MU faculty did not invent the next Facebook during fiscal 2013.
They did better, some who benefited from the breakthroughs might say.
On May 1, the University of Missouri celebrated its entrepreneurial spirit through faculty inventions and business creations at a breakfast in the Reynolds Alumni Center’s Columns Room. Speaking at the event were Chancellor R. Bowen Loftin; Hank Foley, senior vice chancellor for research and graduate studies; and Steve Wyatt, vice provost for economic development.
Celebrated at the breakfast were businesses using MU technologies and faculty responsible for 23 patents for inventions of novel devices and innovative methods in fiscal 2013.
“It’s pretty exciting to see what happens in the future,” Wyatt said of MU’s entrepreneurial spirit.
Patients needing an organ transplant might soon thank four MU professors in the Department of Physics and Astronomy for developing through cellular engineering a way to improve availability of human tissues and organs. The team filed the patent for the invention last year.
There are also a slew of MU technologies already on the market. An athlete who suffers a catastrophic cartilage tear in the knee might make a 100 percent recovery thanks to a faculty member’s invention that repairs damage to the meniscus.
A mother during a cesarean section undergoing complications that endanger her baby, but rectified by a fetal head device, might sing the praises of the two MU professors from the Department of Obstetrics, Gynecology and Women’s Health for indirectly saving her baby.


Would you count how many lines of the material below hold the string "CitizenLe"? Give only the number.
--------
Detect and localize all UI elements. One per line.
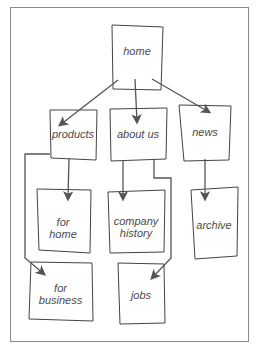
node-forhome-label: for home (48, 216, 78, 240)
node-home-label: home (123, 45, 151, 57)
node-archive-label: archive (196, 219, 231, 231)
node-news: news (180, 104, 230, 160)
node-jobs-label: jobs (131, 289, 151, 301)
node-products: products (49, 108, 97, 160)
node-about-us: about us (109, 108, 167, 160)
node-history-label: company history (111, 215, 161, 239)
node-archive: archive (190, 210, 238, 240)
node-news-label: news (192, 126, 218, 138)
node-business-label: for business (36, 282, 86, 306)
node-products-label: products (52, 128, 94, 140)
node-jobs: jobs (117, 280, 165, 310)
node-company-history: company history (107, 207, 165, 247)
node-for-business: for business (28, 276, 93, 312)
edge-products-forhome (68, 158, 69, 199)
node-home: home (111, 24, 163, 91)
node-about-label: about us (117, 128, 159, 140)
node-for-home: for home (36, 208, 90, 248)
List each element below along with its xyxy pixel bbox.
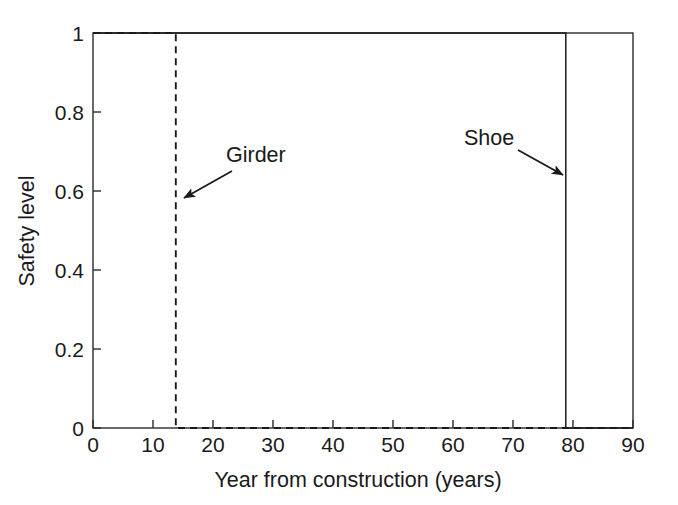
plot-border — [93, 33, 633, 428]
y-tick-label-0.8: 0.8 — [55, 101, 84, 124]
x-axis-ticks — [93, 420, 633, 428]
x-tick-label-90: 90 — [621, 433, 644, 456]
annotation-girder: Girder — [184, 143, 286, 198]
girder-step-line — [93, 33, 633, 428]
x-tick-label-50: 50 — [381, 433, 404, 456]
shoe-annotation-label: Shoe — [464, 126, 514, 150]
y-tick-label-0.4: 0.4 — [55, 259, 85, 282]
y-axis-title: Safety level — [15, 175, 39, 286]
x-tick-label-80: 80 — [561, 433, 584, 456]
y-tick-label-0.6: 0.6 — [55, 180, 84, 203]
x-tick-label-30: 30 — [261, 433, 284, 456]
y-tick-label-0: 0 — [72, 417, 84, 440]
x-tick-label-60: 60 — [441, 433, 464, 456]
safety-level-chart: 0 10 20 30 40 50 60 70 80 90 0 0.2 0.4 0… — [0, 0, 678, 505]
shoe-step-line — [93, 33, 633, 428]
y-tick-labels: 0 0.2 0.4 0.6 0.8 1 — [55, 22, 85, 440]
x-tick-label-20: 20 — [201, 433, 224, 456]
series-shoe — [93, 33, 633, 428]
girder-annotation-label: Girder — [226, 143, 286, 167]
plot-frame — [93, 33, 633, 428]
x-tick-label-0: 0 — [87, 433, 99, 456]
x-tick-label-40: 40 — [321, 433, 344, 456]
x-tick-label-70: 70 — [501, 433, 524, 456]
y-tick-label-0.2: 0.2 — [55, 338, 84, 361]
y-tick-label-1: 1 — [72, 22, 84, 45]
x-tick-label-10: 10 — [141, 433, 164, 456]
annotation-shoe: Shoe — [464, 126, 563, 175]
series-girder — [93, 33, 633, 428]
x-axis-title: Year from construction (years) — [214, 468, 501, 492]
chart-page: 0 10 20 30 40 50 60 70 80 90 0 0.2 0.4 0… — [0, 0, 678, 505]
y-axis-ticks — [93, 33, 101, 428]
girder-annotation-arrow — [184, 171, 232, 198]
x-tick-labels: 0 10 20 30 40 50 60 70 80 90 — [87, 433, 645, 456]
shoe-annotation-arrow — [518, 150, 563, 175]
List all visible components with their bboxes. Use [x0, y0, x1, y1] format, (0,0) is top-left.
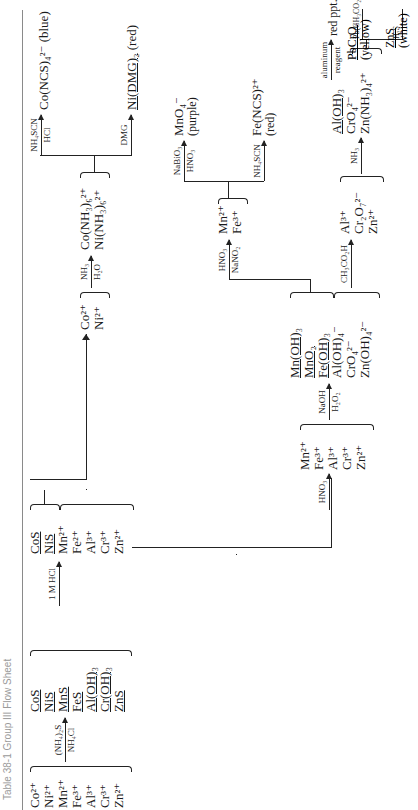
ion: Mn²⁺ [56, 779, 70, 808]
solid: CoS [28, 525, 42, 554]
co-test-product: Co(NCS)₄²⁻ (blue) [36, 11, 52, 110]
page-title: Table 38-1 Group III Flow Sheet [2, 659, 13, 800]
ni-test-product: Ni(DMG)₂ (red) [124, 25, 140, 110]
ion: CrO₄²⁻ [344, 72, 358, 134]
reagent-label: NaBiO₃ [173, 147, 183, 176]
precipitate-list: CoS NiS MnS FeS Al(OH)₃ Cr(OH)₃ ZnS [28, 667, 126, 712]
reaction-arrow-hno3-nano2: HNO₃ NaNO₂ [218, 240, 241, 280]
initial-ions-list: Co²⁺ Ni²⁺ Mn²⁺ Fe³⁺ Al³⁺ Cr³⁺ Zn²⁺ [28, 779, 126, 808]
ion: Zn²⁺ [366, 192, 380, 234]
color-label: (red) [264, 78, 277, 136]
reagent-label: HNO₃ [318, 481, 328, 504]
ion: Al³⁺ [84, 525, 98, 554]
complex: Ni(NH₃)₆²⁺ [92, 188, 106, 250]
arrow-icon [59, 562, 60, 606]
arrow-icon [91, 256, 92, 288]
rule-line [22, 10, 23, 810]
after-hcl-list: CoS NiS Mn²⁺ Fe²⁺ Al³⁺ Cr³⁺ Zn²⁺ [28, 525, 126, 554]
ion: Fe³⁺ [230, 205, 244, 234]
main-ions: Mn²⁺ Fe³⁺ Al³⁺ Cr³⁺ Zn²⁺ [298, 441, 368, 470]
ion: Mn²⁺ [56, 525, 70, 554]
ion: Fe³⁺ [70, 779, 84, 808]
connector-split [184, 181, 264, 182]
precipitate: Al(OH)₃ [84, 667, 98, 712]
ion: Mn²⁺ [298, 441, 312, 470]
reaction-arrow-hcl: 1 M HCl [48, 562, 61, 606]
arrow-icon [41, 115, 42, 155]
co-ni-ions: Co²⁺ Ni²⁺ [78, 304, 106, 330]
co-ni-complexes: Co(NH₃)₆²⁺ Ni(NH₃)₆²⁺ [78, 188, 106, 250]
connector [236, 554, 237, 555]
connector [228, 182, 229, 198]
brace [30, 650, 132, 656]
nh3-products: Al(OH)₃ CrO₄²⁻ Zn(NH₃)₄²⁺ [330, 72, 372, 134]
solid: MnO₂ [302, 321, 316, 378]
arrow-icon [131, 115, 132, 155]
brace-solids [290, 292, 334, 298]
precipitate: FeS [70, 667, 84, 712]
final-products-area: PbCrO₄ (yellow) ZnS (white) [346, 4, 418, 64]
color-label: (red) [124, 25, 139, 50]
naoh-products: Mn(OH)₃ MnO₂ Fe(OH)₃ Al(OH)₄⁻ CrO₄²⁻ Zn(… [288, 321, 372, 378]
complex: Co(NH₃)₆²⁺ [78, 188, 92, 250]
arrow-icon [184, 141, 185, 181]
arrow-icon [82, 334, 90, 340]
connector-split [40, 155, 132, 156]
arrow-icon [361, 138, 362, 174]
reaction-arrow-ni-test: DMG [120, 115, 133, 155]
reagent-label: H₂O₂ [331, 392, 341, 411]
brace-solids [30, 504, 60, 510]
arrow-icon [229, 240, 230, 280]
ion: Al(OH)₄⁻ [330, 321, 344, 378]
arrow-icon [329, 384, 330, 420]
ion: Fe²⁺ [70, 525, 84, 554]
color-label: (yellow) [359, 19, 372, 60]
connector-co-ni [86, 334, 87, 480]
ion: Zn(OH)₄²⁻ [358, 321, 372, 378]
reaction-arrow-mn-test: NaBiO₃ HNO₃ [173, 141, 196, 181]
ion: Al³⁺ [338, 192, 352, 234]
ion: Cr₂O₇²⁻ [352, 192, 366, 234]
ion: Al³⁺ [84, 779, 98, 808]
reagent-label: NaOH [318, 390, 328, 414]
precipitate: CoS [28, 667, 42, 712]
reagent-label: H₂O [93, 264, 103, 280]
brace [340, 176, 384, 182]
flow-sheet: Table 38-1 Group III Flow Sheet Co²⁺ Ni²… [0, 0, 418, 810]
connector-main [132, 547, 332, 548]
precipitate: MnS [56, 667, 70, 712]
mn-fe-ions: Mn²⁺ Fe³⁺ [216, 205, 244, 234]
color-label: (white) [397, 13, 410, 48]
solid: Fe(OH)₃ [316, 321, 330, 378]
solid: NiS [42, 525, 56, 554]
connector-co-ni [30, 479, 87, 480]
brace-solution [60, 504, 134, 510]
connector-mn-fe [230, 279, 311, 280]
ion: Fe³⁺ [312, 441, 326, 470]
reagent-label: aluminum [320, 42, 330, 79]
reagent-label: NH₄SCN [30, 118, 40, 152]
zn-test-product: ZnS (white) [384, 13, 410, 48]
precipitate: Cr(OH)₃ [98, 667, 112, 712]
mn-test-product: MnO₄⁻ (purple) [172, 97, 199, 136]
brace-solution [334, 292, 380, 298]
color-label: (purple) [186, 97, 199, 136]
ion: Zn(NH₃)₄²⁺ [358, 72, 372, 134]
arrow-icon [264, 141, 265, 181]
product: Co(NCS)₄²⁻ [36, 46, 51, 110]
reagent-label: HNO₃ [218, 249, 228, 272]
precipitate: NiS [42, 667, 56, 712]
precipitate: ZnS [112, 667, 126, 712]
reagent-label: NaNO₂ [231, 247, 241, 274]
reaction-arrow-ammonium-sulfide: (NH₄)₂S NH₄Cl [54, 718, 77, 762]
reagent-label: reagent [333, 47, 343, 73]
brace [218, 198, 248, 204]
arrow-icon [329, 474, 330, 510]
ion: Zn²⁺ [112, 779, 126, 808]
connector [44, 490, 45, 504]
arrow-icon [65, 718, 66, 762]
reagent-label: HNO₃ [186, 150, 196, 173]
connector [310, 280, 311, 292]
product: Fe(NCS)²⁺ [250, 78, 264, 136]
reagent-label: CH₃CO₂H [340, 245, 350, 283]
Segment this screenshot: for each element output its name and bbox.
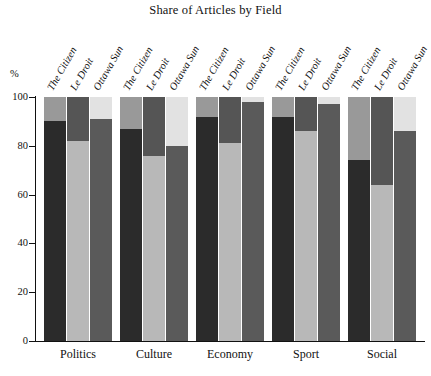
y-axis-tick-label: 40 — [2, 238, 28, 249]
chart-title: Share of Articles by Field — [0, 3, 431, 18]
series-label-text: Ottawa Sun — [320, 44, 354, 92]
series-label-text: Ottawa Sun — [396, 44, 430, 92]
bar-segment — [120, 129, 142, 341]
bar-segment — [90, 119, 112, 341]
series-label-text: Ottawa Sun — [92, 44, 126, 92]
x-axis-category-label: Social — [337, 347, 427, 362]
bar-segment — [348, 97, 370, 160]
bar-segment — [67, 97, 89, 141]
bar-group: The CitizenLe DroitOttawa Sun — [44, 97, 112, 341]
y-axis-tick-label: 20 — [2, 287, 28, 298]
y-axis-tick — [29, 97, 36, 98]
bar-segment — [394, 97, 416, 131]
bar-segment — [44, 97, 66, 121]
bar-stack[interactable] — [143, 97, 165, 341]
bar-group: The CitizenLe DroitOttawa Sun — [348, 97, 416, 341]
bar-segment — [166, 146, 188, 341]
bar-segment — [295, 131, 317, 341]
bar-segment — [67, 141, 89, 341]
bar-group: The CitizenLe DroitOttawa Sun — [120, 97, 188, 341]
bar-segment — [295, 97, 317, 131]
bar-segment — [348, 160, 370, 341]
bar-segment — [90, 97, 112, 119]
bar-stack[interactable] — [242, 97, 264, 341]
bar-group: The CitizenLe DroitOttawa Sun — [196, 97, 264, 341]
x-axis-line — [35, 341, 425, 342]
y-axis-tick — [29, 146, 36, 147]
bar-segment — [371, 185, 393, 341]
bar-stack[interactable] — [318, 97, 340, 341]
bar-group: The CitizenLe DroitOttawa Sun — [272, 97, 340, 341]
y-axis-line — [35, 96, 36, 342]
y-axis-tick — [29, 292, 36, 293]
bar-stack[interactable] — [219, 97, 241, 341]
bar-stack[interactable] — [166, 97, 188, 341]
bar-stack[interactable] — [348, 97, 370, 341]
y-axis-tick — [29, 243, 36, 244]
bar-segment — [196, 117, 218, 341]
y-axis-tick-label: 60 — [2, 190, 28, 201]
bar-segment — [143, 156, 165, 341]
y-axis-tick-label: 80 — [2, 141, 28, 152]
bar-stack[interactable] — [44, 97, 66, 341]
bar-segment — [166, 97, 188, 146]
bar-stack[interactable] — [196, 97, 218, 341]
bar-segment — [44, 121, 66, 341]
bar-stack[interactable] — [120, 97, 142, 341]
bar-stack[interactable] — [90, 97, 112, 341]
y-axis-tick-label: 100 — [2, 92, 28, 103]
bar-segment — [143, 97, 165, 156]
series-label-text: Ottawa Sun — [168, 44, 202, 92]
bar-segment — [272, 97, 294, 117]
bar-segment — [394, 131, 416, 341]
y-axis-tick — [29, 195, 36, 196]
bar-segment — [196, 97, 218, 117]
bar-segment — [318, 104, 340, 341]
bar-stack[interactable] — [394, 97, 416, 341]
bar-segment — [318, 97, 340, 104]
y-axis-tick-label: 0 — [2, 336, 28, 347]
bar-stack[interactable] — [371, 97, 393, 341]
bar-segment — [219, 97, 241, 143]
plot-area: The CitizenLe DroitOttawa SunThe Citizen… — [42, 97, 423, 341]
bar-segment — [242, 102, 264, 341]
bar-stack[interactable] — [295, 97, 317, 341]
bar-segment — [272, 117, 294, 341]
bar-segment — [219, 143, 241, 341]
bar-stack[interactable] — [272, 97, 294, 341]
series-label-text: Ottawa Sun — [244, 44, 278, 92]
bar-stack[interactable] — [67, 97, 89, 341]
chart-container: Share of Articles by Field % 10080604020… — [0, 0, 431, 376]
bar-segment — [371, 97, 393, 185]
y-axis-tick-labels: 100806040200 — [0, 0, 30, 376]
bar-segment — [120, 97, 142, 129]
y-axis-tick — [29, 341, 36, 342]
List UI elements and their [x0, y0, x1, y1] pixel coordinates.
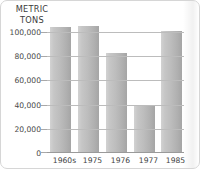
- y-tick-100000: [41, 32, 47, 33]
- bar-1976: [106, 53, 127, 153]
- gridline-100000: [47, 32, 184, 33]
- y-tick-80000: [41, 56, 47, 57]
- y-tick-0: [41, 152, 47, 153]
- gridline-40000: [47, 105, 184, 106]
- x-axis-label-1985: 1985: [154, 156, 197, 165]
- gridline-60000: [47, 80, 184, 81]
- y-axis-label-60000: 60,000: [1, 76, 41, 85]
- gridline-80000: [47, 56, 184, 57]
- y-axis-label-100000: 100,000: [1, 28, 41, 37]
- y-axis-label-20000: 20,000: [1, 125, 41, 134]
- chart-title-line-2: TONS: [5, 15, 59, 26]
- plot-area: [47, 32, 184, 153]
- bar-1975: [78, 26, 99, 153]
- gridline-20000: [47, 129, 184, 130]
- y-tick-40000: [41, 105, 47, 106]
- y-tick-60000: [41, 80, 47, 81]
- y-axis-label-80000: 80,000: [1, 52, 41, 61]
- chart-title-line-1: METRIC: [5, 4, 59, 15]
- chart-figure: METRIC TONS 100,000 80,000 60,000 40,000…: [0, 0, 200, 169]
- bar-1985: [161, 31, 182, 153]
- y-axis-label-40000: 40,000: [1, 101, 41, 110]
- bar-1960s: [50, 27, 71, 153]
- chart-title: METRIC TONS: [5, 4, 59, 26]
- y-tick-20000: [41, 129, 47, 130]
- y-axis-label-0: 0: [1, 149, 41, 158]
- axis-baseline: [47, 152, 184, 153]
--------
_REPLY TO THE EXERCISE_
6